“I’d rather burn out than rust out.”
“I’ve just accepted another interim pastorate. I’m flunking retirement.”
“There’s no such thing as retiring from the service of the Lord.”
“Where do you find retirement in the Bible?”
Church leaders — pastors, elders, educators, and others — blurt such lines often. Some of their comments reflect a genuine love of ministry and the physical constitution to sustain it. Other times their words reveal a restless soul adrift on what, from their vantage point, looks like dead calm waters. The final questioning quote bespeaks the need to use a Bible concordance.
Look it up. Retire is in there. It’s in the most unread book in the whole Bible — the one that drones on like a national census report (no offense to my friend, Barbara Everitt Bryant, who directed the 1990 US census and whose daughter presently directs the General Assembly Council.) Yes, the word retire is there to be found, right in Numbers 8:23-26:
The Lord spoke to Moses, saying: This applies to the Levites: from twenty-five years old and upwards they shall begin to do duty in the service of the tent of meeting; and from the age of fifty years they shall retire from the duty of the service and serve no more. They may assist their brothers in the tent of meeting in carrying out their duties, but they shall perform no service. Thus you shall do with the Levites in assigning their duties (emphasis added).
Who would have thought?
Then again …
Who would have thought that the God who created for six days would have added a seventh for rest?
Who would have thought that the God who invented the Judeo-Christian work ethic would have commanded the humans to take a 12-month vacation every seven years?
Who would have thought that God would direct those humans to take off a second year after seven such seven-year cycles, “the year of jubilee”?
Who would have thought that the God who created a jubilee year every 50 years for the nation would also direct those serving the temple to retire at age 50 after — you got it — years of training, serving, teaching, worship-leading, and preaching?
And who would resist such a thing? It sure looks inviting to me. In fact, as a 52-year-old, I figure I’m running a couple years late. Memo to Board of Pensions: “Sign me up!”
But many 65-, 70-, and even 75-year-olds grind their gears at every retiring turn.
One reason for that struggle, suggests Jack Stotts (in the booklet, Aging Well: Theological Reflections on the Call and Retirement, published by the BOP) is the way we confuse particular calls with our high calling. The high calling to share in God’s redemptive, reconciling mission is extended to all the baptized. It’s that calling to which committed disciples respond, “Here am I. Send me.”
That high calling leads to particular callings — vocational tasks — like parenting, homemaking, teaching, engineering, accounting, and for some, preaching, counseling, visiting, evangelizing, and shepherding a flock of believers. Somewhere along the way, many come to confuse the particular, specialized callings with the general, high calling, and when the task assignments stand completed, the high calling seems to disappear.
Retirement offers a gift for those who will take it — a chance to get back to the essential calling, the high calling, one that does not depend upon particular calls and specific tasks for validation. Rather, says Stotts, in retirement:
We move from glorifying God to enjoying God forever, from usefulness to enjoyment. Such a move represents technically a shift from an instrumental measure of our lives to the intrinsic measure, or from a focus on achievement to a focus on delight and beauty. We have been told to stop and smell the flowers, but found little occasion to do so. Now we can. And that can be a gift that need not be measured by its contribution to some particular goal (p. 22).
Whenever persons of faith live into retirement with an eye toward experiencing their being as more essential than their doing, they thereby invite others to enter into God’s delight and joy. They give witness to a kind of Sabbath that is not measured simply in days and years but in spiritual fullness and wholeness, a life of shalom. That may be the best kind of ministry any one of us at any age could possibly offer.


# Task details
Repeat, exactly as they appear, the lines from the one with "Decompose this screenshot" through the last line of the entries below, but none of the pictures.

# Records for this exercise
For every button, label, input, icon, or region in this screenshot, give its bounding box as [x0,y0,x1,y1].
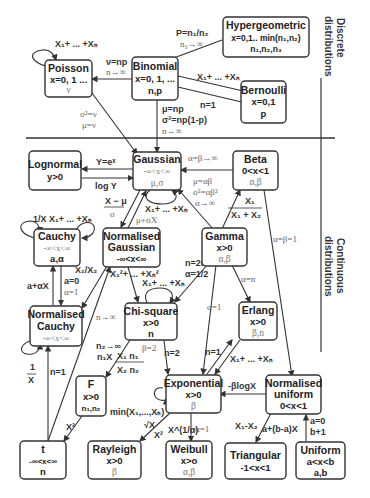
svg-text:0<x<1: 0<x<1 [242,165,270,176]
svg-text:X₁+ ... +Xₙ: X₁+ ... +Xₙ [230,354,273,364]
node-t[interactable]: t -∞<x<∞ n [20,441,66,479]
svg-text:β: β [112,467,117,477]
node-binomial[interactable]: Binomial x=0, 1, ... n,p [132,57,178,100]
edge-poisson-gaussian [92,93,137,154]
edge-gaussian-self [146,190,176,204]
edge-exponential-self [154,388,166,401]
node-uniform[interactable]: Uniform a<x<b a,b [296,442,345,479]
svg-text:Exponential: Exponential [164,377,224,389]
svg-text:x=0,1: x=0,1 [251,96,276,107]
svg-text:n=1: n=1 [50,367,66,377]
svg-text:Cauchy: Cauchy [38,230,76,242]
svg-text:F: F [88,378,95,390]
svg-text:n→∞: n→∞ [162,126,182,136]
node-beta[interactable]: Beta 0<x<1 α,β [233,151,278,190]
svg-text:0<x<1: 0<x<1 [280,400,308,411]
svg-text:X₁+ ... +Xₙ: X₁+ ... +Xₙ [55,39,98,49]
node-exponential[interactable]: Exponential x>0 β [164,375,224,413]
svg-text:X²: X² [66,422,75,432]
svg-text:x>0: x>0 [106,455,122,466]
svg-text:X^(1/α): X^(1/α) [168,425,198,435]
svg-text:n=2: n=2 [164,348,180,358]
svg-text:Continuous: Continuous [335,238,346,294]
node-chi-square[interactable]: Chi-square x>0 n [124,303,179,340]
svg-text:a=0: a=0 [310,416,325,426]
node-gamma[interactable]: Gamma x>0 α,β [202,228,247,266]
svg-text:x>0: x>0 [216,242,232,253]
svg-text:α=β=1: α=β=1 [273,234,297,244]
svg-text:α=1: α=1 [64,287,78,297]
node-gaussian[interactable]: Gaussian -∞<x<∞ μ,σ [133,152,181,190]
node-hypergeometric[interactable]: Hypergeometric x=0,1.. min(n₁,n₂) n₁,n₂,… [223,17,309,57]
svg-text:Uniform: Uniform [300,444,340,456]
svg-text:a+(b-a)X: a+(b-a)X [262,424,298,434]
svg-text:Bernoulli: Bernoulli [241,84,287,96]
svg-text:-∞<x<∞: -∞<x<∞ [29,457,57,466]
svg-text:Gamma: Gamma [205,230,244,242]
svg-text:X₁: X₁ [245,196,255,206]
svg-text:√X: √X [144,420,155,430]
svg-text:x=0,1.. min(n₁,n₂): x=0,1.. min(n₁,n₂) [231,33,301,43]
svg-text:y>0: y>0 [47,171,63,182]
continuous-section-label: Continuous distributions [323,236,346,297]
svg-text:x>o: x>o [181,455,198,466]
node-erlang[interactable]: Erlang x>0 β,n [239,302,277,340]
svg-text:x>0: x>0 [250,316,266,327]
svg-text:α=β→∞: α=β→∞ [188,153,218,163]
svg-text:a,α: a,α [50,253,64,264]
svg-text:Binomial: Binomial [133,60,177,72]
svg-text:distributions: distributions [323,16,334,77]
svg-text:X₁ n₁: X₁ n₁ [117,351,139,361]
svg-text:β: β [191,401,196,411]
node-normalised-cauchy[interactable]: Normalised Cauchy -∞<x<∞ [27,306,84,346]
edge-beta-normuniform [264,190,292,376]
svg-text:X₂ n₂: X₂ n₂ [117,365,139,375]
node-lognormal[interactable]: Lognormal y>0 [28,151,82,190]
svg-text:X₁/X₂: X₁/X₂ [75,265,97,275]
svg-text:σ²=ν: σ²=ν [80,109,97,119]
svg-text:-∞<x<∞: -∞<x<∞ [42,334,69,343]
svg-text:μ=np: μ=np [162,104,184,114]
node-bernoulli[interactable]: Bernoulli x=0,1 p [241,81,287,123]
svg-text:Triangular: Triangular [230,449,281,461]
svg-text:a<x<b: a<x<b [307,456,335,467]
svg-text:Discrete: Discrete [335,18,346,58]
node-poisson[interactable]: Poisson x=0, 1 ... ν [45,60,92,97]
svg-text:X: X [28,375,34,385]
svg-text:ν: ν [66,85,71,95]
svg-text:α→∞: α→∞ [195,198,215,208]
svg-text:x>0: x>0 [185,389,201,400]
svg-text:n₁,n₂,n₃: n₁,n₂,n₃ [250,44,282,54]
node-f[interactable]: F x>0 n₁,n₂ [76,376,106,416]
svg-text:X₁+ ... +Xₙ: X₁+ ... +Xₙ [49,214,92,224]
svg-text:-1<x<1: -1<x<1 [240,462,271,473]
svg-text:-∞<x<∞: -∞<x<∞ [143,167,170,176]
svg-text:μ=αβ: μ=αβ [193,176,213,186]
svg-text:Chi-square: Chi-square [124,305,179,317]
svg-text:β,n: β,n [252,328,264,338]
svg-text:n=1: n=1 [205,347,221,357]
svg-text:X₁+ ... +Xₙ: X₁+ ... +Xₙ [142,278,185,288]
node-normalised-gaussian[interactable]: Normalised Gaussian -∞<x<∞ [103,228,160,267]
node-triangular[interactable]: Triangular -1<x<1 [225,443,286,479]
svg-text:x=0, 1, ...: x=0, 1, ... [135,73,175,84]
svg-text:Gaussian: Gaussian [108,241,155,253]
node-weibull[interactable]: Weibull x>o α,β [166,441,212,479]
distribution-relationships-diagram: Discrete distributions Continuous distri… [0,0,370,498]
node-cauchy[interactable]: Cauchy -∞<x<∞ a,α [34,229,80,266]
node-normalised-uniform[interactable]: Normalised uniform 0<x<1 [265,375,322,414]
svg-text:n→∞: n→∞ [96,312,116,322]
svg-text:α=1/2: α=1/2 [185,269,208,279]
svg-text:Hypergeometric: Hypergeometric [226,19,306,31]
svg-text:Beta: Beta [244,153,267,165]
svg-text:X₁+ ... +Xₙ: X₁+ ... +Xₙ [197,72,240,82]
svg-text:t: t [41,443,45,455]
svg-text:μ+σX: μ+σX [136,215,158,225]
node-rayleigh[interactable]: Rayleigh x>0 β [88,441,141,479]
svg-text:a+αX: a+αX [27,281,49,291]
svg-text:α=1: α=1 [207,302,221,312]
svg-text:n₂→∞: n₂→∞ [96,341,121,351]
svg-text:n₃→∞: n₃→∞ [180,39,203,49]
svg-text:Normalised: Normalised [27,308,84,320]
svg-text:σ²=np(1-p): σ²=np(1-p) [162,115,207,125]
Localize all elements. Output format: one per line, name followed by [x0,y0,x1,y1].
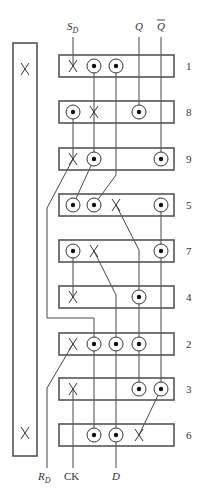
gate-number-label: 9 [186,153,192,165]
signal-label: Q [157,20,165,32]
signal-labels: SDQQRDCKD [37,20,165,485]
gate-number-label: 2 [186,338,192,350]
cross-icon [69,338,77,350]
input-dot-icon [66,198,80,212]
gate-6: 6 [59,424,192,446]
input-dot-icon [109,428,123,442]
wire [116,205,139,297]
tall-block-rect [13,43,37,456]
cross-icon [21,427,29,439]
gate-2: 2 [59,333,192,355]
input-dot-icon [109,59,123,73]
gate-number-label: 7 [186,245,192,257]
wire [47,344,73,468]
wire [94,66,116,205]
cross-icon [90,245,98,257]
signal-label: Q [135,20,143,32]
gate-8: 8 [59,101,192,123]
input-dot-icon [154,152,168,166]
cross-icon [21,63,29,75]
gate-9: 9 [59,148,192,170]
gate-3: 3 [59,378,192,400]
gate-number-label: 8 [186,106,192,118]
input-dot-icon [154,244,168,258]
gate-5: 5 [59,194,192,216]
gate-number-label: 1 [186,60,192,72]
gate-number-label: 6 [186,429,192,441]
gate-4: 4 [59,286,192,308]
input-dot-icon [87,428,101,442]
tall-block [13,43,37,456]
input-dot-icon [87,152,101,166]
input-dot-icon [132,290,146,304]
cross-icon [135,429,143,441]
signal-label: SD [67,20,79,35]
signal-label: RD [37,470,51,485]
gate-boxes: 189574236 [59,55,192,446]
input-dot-icon [87,198,101,212]
input-dot-icon [109,337,123,351]
wire [139,389,161,435]
wire [94,251,116,344]
signal-label: D [111,470,120,482]
input-dot-icon [66,244,80,258]
gate-1: 1 [59,55,192,77]
input-dot-icon [132,105,146,119]
wire [73,159,94,205]
input-dot-icon [132,382,146,396]
input-dot-icon [132,337,146,351]
flip-flop-wiring-diagram: 189574236 SDQQRDCKD [0,0,213,502]
gate-number-label: 5 [186,199,192,211]
gate-7: 7 [59,240,192,262]
input-dot-icon [154,198,168,212]
gate-number-label: 3 [186,383,192,395]
input-dot-icon [87,337,101,351]
gate-number-label: 4 [186,291,192,303]
signal-label: CK [64,470,79,482]
input-dot-icon [66,105,80,119]
input-dot-icon [87,59,101,73]
input-dot-icon [154,382,168,396]
cross-icon [112,199,120,211]
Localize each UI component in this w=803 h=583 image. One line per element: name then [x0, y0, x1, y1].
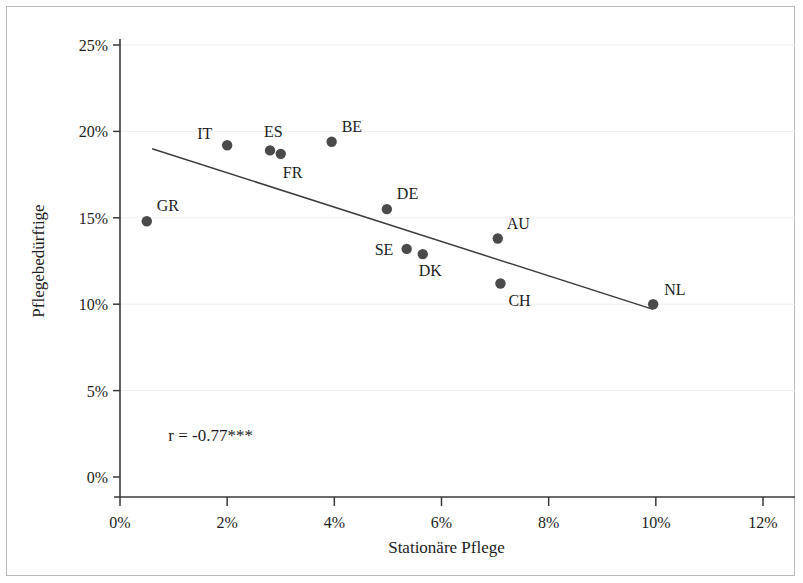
data-point-label-nl: NL [664, 281, 685, 298]
y-axis-tick-label: 0% [87, 469, 108, 486]
data-point-es[interactable] [265, 145, 275, 155]
data-point-se[interactable] [401, 244, 411, 254]
data-point-it[interactable] [222, 140, 232, 150]
data-point-ch[interactable] [495, 278, 505, 288]
data-point-label-it: IT [197, 125, 212, 142]
data-point-nl[interactable] [648, 299, 658, 309]
data-point-label-de: DE [397, 185, 418, 202]
y-axis-tick-label: 20% [79, 123, 108, 140]
data-point-label-dk: DK [419, 262, 443, 279]
y-axis-title: Pflegebedürftige [29, 204, 48, 317]
x-axis-tick-label: 12% [748, 514, 777, 531]
x-axis-title: Stationäre Pflege [388, 538, 505, 557]
x-axis-tick-label: 2% [217, 514, 238, 531]
x-axis-tick-label: 8% [538, 514, 559, 531]
data-point-fr[interactable] [276, 149, 286, 159]
y-axis-tick-label: 5% [87, 383, 108, 400]
data-point-label-be: BE [342, 118, 362, 135]
annotation-correlation: r = -0.77*** [168, 426, 253, 445]
data-point-label-fr: FR [283, 164, 303, 181]
data-point-label-es: ES [264, 123, 283, 140]
y-axis-tick-label: 15% [79, 210, 108, 227]
data-point-label-au: AU [507, 215, 531, 232]
y-axis-tick-label: 25% [79, 37, 108, 54]
x-axis-tick-label: 6% [431, 514, 452, 531]
plot-canvas: 0%5%10%15%20%25%0%2%4%6%8%10%12%Stationä… [0, 0, 803, 583]
data-point-label-gr: GR [157, 197, 180, 214]
x-axis-tick-label: 4% [324, 514, 345, 531]
data-point-de[interactable] [382, 204, 392, 214]
data-point-gr[interactable] [142, 216, 152, 226]
scatter-plot-figure: 0%5%10%15%20%25%0%2%4%6%8%10%12%Stationä… [0, 0, 803, 583]
y-axis-tick-label: 10% [79, 296, 108, 313]
data-point-au[interactable] [493, 233, 503, 243]
data-point-be[interactable] [326, 137, 336, 147]
x-axis-tick-label: 0% [109, 514, 130, 531]
data-point-label-se: SE [375, 241, 394, 258]
data-point-dk[interactable] [418, 249, 428, 259]
data-point-label-ch: CH [508, 292, 531, 309]
regression-line [152, 149, 653, 310]
x-axis-tick-label: 10% [641, 514, 670, 531]
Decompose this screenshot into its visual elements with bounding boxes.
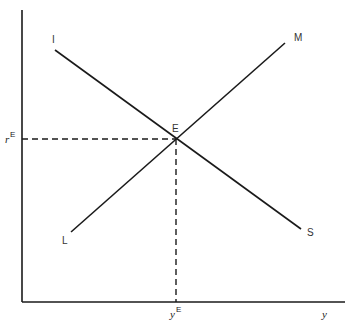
lm-curve: [71, 43, 285, 232]
is-end-label: S: [307, 227, 314, 238]
equilibrium-label: E: [172, 123, 179, 134]
x-axis-label: y: [321, 308, 327, 320]
lm-start-label: L: [62, 235, 68, 246]
y-equilibrium-label: y: [169, 308, 175, 320]
lm-end-label: M: [294, 32, 302, 43]
is-curve: [55, 50, 301, 229]
is-lm-diagram: I S L M E r E y E y: [0, 0, 345, 323]
is-start-label: I: [52, 34, 55, 45]
r-equilibrium-sup: E: [10, 130, 15, 139]
y-equilibrium-sup: E: [176, 305, 181, 314]
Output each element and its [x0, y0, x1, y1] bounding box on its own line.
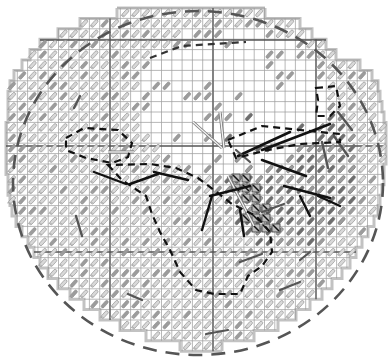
diagram-canvas: [0, 0, 392, 364]
grid-map: [0, 0, 392, 364]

# Exercise solution
Decompose this screenshot into its visual elements with bounding boxes.
lm-curve: [71, 43, 285, 232]
is-end-label: S: [307, 227, 314, 238]
equilibrium-label: E: [172, 123, 179, 134]
x-axis-label: y: [321, 308, 327, 320]
lm-start-label: L: [62, 235, 68, 246]
y-equilibrium-label: y: [169, 308, 175, 320]
lm-end-label: M: [294, 32, 302, 43]
is-curve: [55, 50, 301, 229]
is-lm-diagram: I S L M E r E y E y: [0, 0, 345, 323]
is-start-label: I: [52, 34, 55, 45]
r-equilibrium-sup: E: [10, 130, 15, 139]
y-equilibrium-sup: E: [176, 305, 181, 314]
Output each element and its [x0, y0, x1, y1] bounding box on its own line.
diagram-canvas: [0, 0, 392, 364]
grid-map: [0, 0, 392, 364]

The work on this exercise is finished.